Tag Archive for: Ocean

Blue Carbon: The Climate Change Solution You’ve Probably Never Heard Of

This is the eighth part of Carbon Cache, an ongoing series about nature-based climate solutions.

Gail Chmura, a professor at McGill University, had recently joined the school’s geography department in the late 1990s when some of her colleagues were trying to solve a mystery. They were looking at global carbon budgets, and the numbers weren’t adding up. There was a missing carbon sink, sequestering a whole lot of carbon, and nobody knew what it was. They wondered if Canada’s peatlands were part of the missing sink.

Meanwhile, Chmura was sampling salt marshes in the Bay of Fundy, which spans between New Brunswick and Nova Scotia. Few people had paid salt marshes any attention as carbon sinks because the data showed pretty low levels of carbon at a first glance. But Chmura had a lightbulb moment.

Researchers had been looking at the percentage of carbon in salt marshes by weight. In peatlands, this makes sense because they are almost entirely made of organic matter, which is where carbon is stored in soil.

KEEP READING ON THE NARWHAL

Stark Warning on Health of Oceans

Author: Tim Radford | Published: May 4, 2017 

Ocean acidification and global warming between them could severely damage the health of the oceans.

They could block the biological process that delivers nitrogen in the seawater to nourish micro-organisms. They could spark growth among the invertebrates but cause stress higher up the food web to destabilise the balance of marine life. And they could even create conditions that would make great stretches of oceans toxic.

Toxic oceans

The first two are possibilities based on laboratory experiments and warn of what could happen as the world warms, the climates change and the chemistry of the oceans continues to become more acidic. But the third may already be happening.

Marine scientists from Stony Brook University in New York state report in the Proceedings of the National Academy of Sciences that they looked at ocean temperature data and the growth of two of the most toxic algae in the North Atlantic and North Pacific oceans.

They have found that, since 1982, areas of these oceans have warmed and become more hospitable to Alexandrium and Dinophysis, two genera of micro-organism with species that manufacture neurotoxins that can cause paralytic and diarrhoetic shellfish poisoning in humans.

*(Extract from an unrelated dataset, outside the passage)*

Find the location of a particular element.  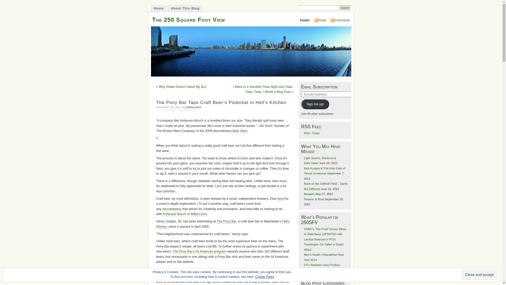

KEEP READING ON CLIMATE NEWS NETWORK 

Mangroves in Crisis: Why One Man Works to Save the Plants That Fight Climate Disruption

Author: Dahr Jamail

It’s not news that anthropogenic climate disruption (ACD) is accelerating at unprecedented rates, according to climate scientists. Fifteen of the 16 hottest years ever recorded have occurred since 2000, and this year is on track to be the hottest year ever recorded — by far. And the pace of planetary warming is only increasing, as is made dramatically clear in this recently published graphic.

Hence, the need to do everything possible to work towards mitigating this crisis is obvious. There is no way to completely reverse the trend, but as more and more people acknowledge our shared moral responsibility to mitigate the impacts, some are uncovering creative strategies for fighting planetary warming. For instance, an unlikely epiphany led one man towards an effort to preserve and protect mangrove forests, a tactic that would not necessarily be most folks’ first tactic to address climate disruption.

In 1992, Alfredo Quarto was in southern Thailand working on an article about fisherfolk when he became aware that mangrove forests were under threat by the shrimping aquaculture industry.

“The common threat I saw to all these local farmers [was] outside investors who were destroying both their lands and livelihoods by destroying the mangrove forests they depended upon in order to make more shrimp farms,” Quarto told Truthout. “I was deeply moved by a village headman whose father had been murdered by a local shrimp mafia because he defied their cutting down the mangroves.”

Quarto said that the man told him, “If there are no mangrove forests, then the sea will have no meaning. It is like having a tree with no roots, for the mangroves are the roots of the sea.”

The man’s words made a profound impact — in fact, they shifted the course of Quarto’s life. Quarto went on to become the cofounder and co-director of the Mangrove Action Project (MAP), whose aim is the preservation and protection of mangrove forests around the world.